When alive, the aging leaves are tilted downwards so that the middle of the leaf, known as the rachis, can touch the ground. As the leaf dies off, the structures inside the rachis that once carried water to the living leaf parts, change and become living roots instead. These new living roots dig down into the soil and keep providing nutrients to the rest of the plant. 

“This is a truly novel repurposing of tissue. And it’s distinct from what we know other ferns do,” said Professor James Dalling, lead author of the study, in a news release. 

The fronds of the tree fern appear to be simply decaying plant matter even when the conversion to root process is happening. The team think this is the first case of a fern being able to repurpose the leaves of a plant to feed itself in this way. 



Advertisement

Why the plant might do this is traced back through geological time. The plant belongs to an ancient lineage of tree ferns that dates back to the Jurassic period. It is thought that the roots that develop from the dead leaves evolved to draw more nutrients out of poor volcanic soils. 

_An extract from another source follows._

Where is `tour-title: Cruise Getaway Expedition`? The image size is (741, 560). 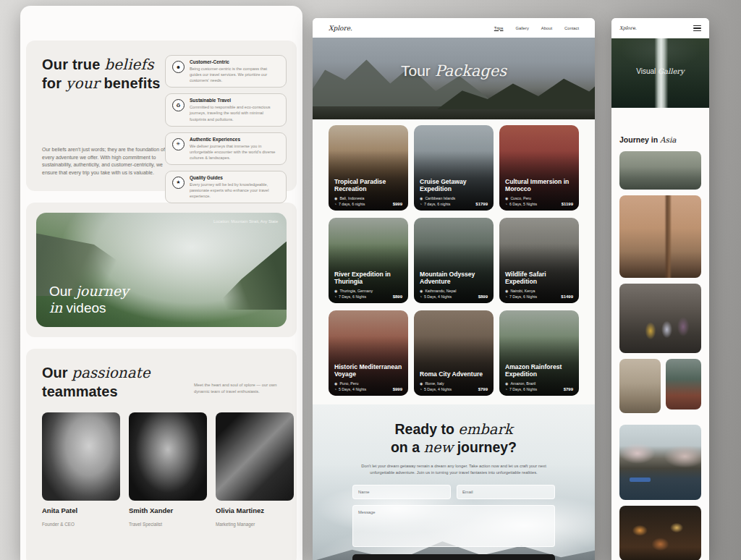 tour-title: Cruise Getaway Expedition is located at coordinates (454, 185).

“Panama is a land bridge between North and South America that coalesced 7 million years ago out of an archipelago of islands, and those islands are the result of volcanic activity in the past,” said Dalling.  “In one site we discovered, a layer of volcanic ash several meters deep looks like sand that you would dig up on a sandy beach. The plants that grow there are distinct from those that we find elsewhere in that forest reserve.”

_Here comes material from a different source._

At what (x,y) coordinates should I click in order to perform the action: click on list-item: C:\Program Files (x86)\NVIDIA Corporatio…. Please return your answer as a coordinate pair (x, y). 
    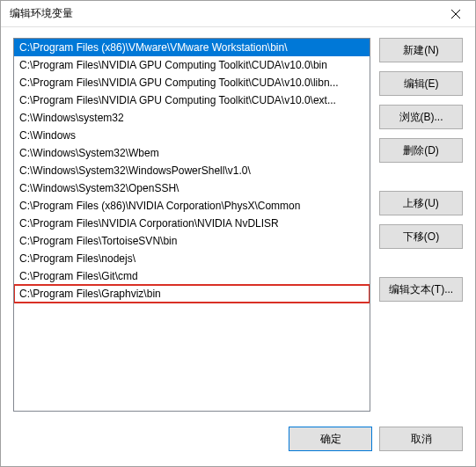
    Looking at the image, I should click on (192, 206).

The tree fern is very slow growing, and invested a lot of energy in resources into growing the leaves in the first place. The fact they only grow to around 2 meters (6.5 feet) tall helps to ensure that when the leaves start to age and droop they always touch the ground. Perfect for their zombie comeback. 

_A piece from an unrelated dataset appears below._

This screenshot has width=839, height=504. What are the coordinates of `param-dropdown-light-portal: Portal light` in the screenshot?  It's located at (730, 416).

The paper is published in Ecology.

Deborah Bloomfield
Deborah Bloomfield

Related posts:

  1. Soldiers say Guinea constitution, gov’t dissolved in apparent coup
  2. Rivian announces membership plan with complimentary charging and LTE connectivity
  3. Czech central bank shocks with 75 basis-point interest rate increase
  4. Megaslumps Explained: Their Impact And Threat To Earth’s Future

Source Link: One-Of-A-Kind "Zombie" Fern Can Reanimate Dead Leaves To Feed The Rest Of The Plant

Filed Under: News

Primary Sidebar

  • Experimental Alzheimer’s Drug Could Have The Power To Halt Disease Before Symptoms Even Start
  • Al Naslaa: What Made This Enormous Boulder In Saudi Arabia Split In Two? Nobody’s Quite Sure
  • The Amazon Is Entering A “Hypertropical” Climate For The First Time In 10 Million Years
  • What Scientists Saw When They Peered Inside 190-Million-Year-Old Eggs And Recreated Some Of The World’s Oldest Dinosaur Embryos
  • Is 1 Dog Year Really The Same As 7 Human Years?
  • Were Dinosaur Eggs Soft Like A Reptile’s, Or Hard Like A Bird’s?
  • What Causes All The Symptoms Of Long COVID And ME/CFS? The Brainstem Could Be The Key
  • The Only Bugs In Antarctica Are Already Eating Microplastics
  • Like Mars, Europa Has A Spider Shape, And Now We Might Know Why
  • How Did Ancient Wolves Get Onto This Remote Island 5,000 Years Ago?
  • World-First Footage Of Amur Tigress With 5 Cubs Marks Huge Conservation Win
  • Happy Birthday, Flossie! The World’s Oldest Living Cat Just Turned 30
  • We Might Finally Know Why Humans Gave Up Making Our Own Vitamin C
  • Hippo Birthday Parties, Chubby-Cheeked Dinosaurs, And A Giraffe With An Inhaler: The Most Wholesome Science Stories Of 2025
  • One Of The World’s Rarest, Smallest Dolphins May Have Just Been Spotted Off New Zealand’s Coast
  • Gaming May Be Popular, But Can It Damage A Resume?
  • A Common Condition Makes The Surinam Toad Pure Nightmare Fuel For Some People
  • In 1815, The Largest Eruption In Recorded History Plunged Earth Into A Volcanic Winter
  • JWST Finds The Best Evidence Yet Of A Lava World With A Thick Atmosphere
  • Officially Gone: After 40 Years MIA, Australia’s Only Shrew Has Been Declared “Extinct”
  • Business
  • Health
  • News
  • Science
  • Technology
  • +1 718 874 1545
  • +91 78878 22626
  • [email protected]
Office Address
Prudour Pvt. Ltd. 420 Lexington Avenue Suite 300 New York City, NY 10170.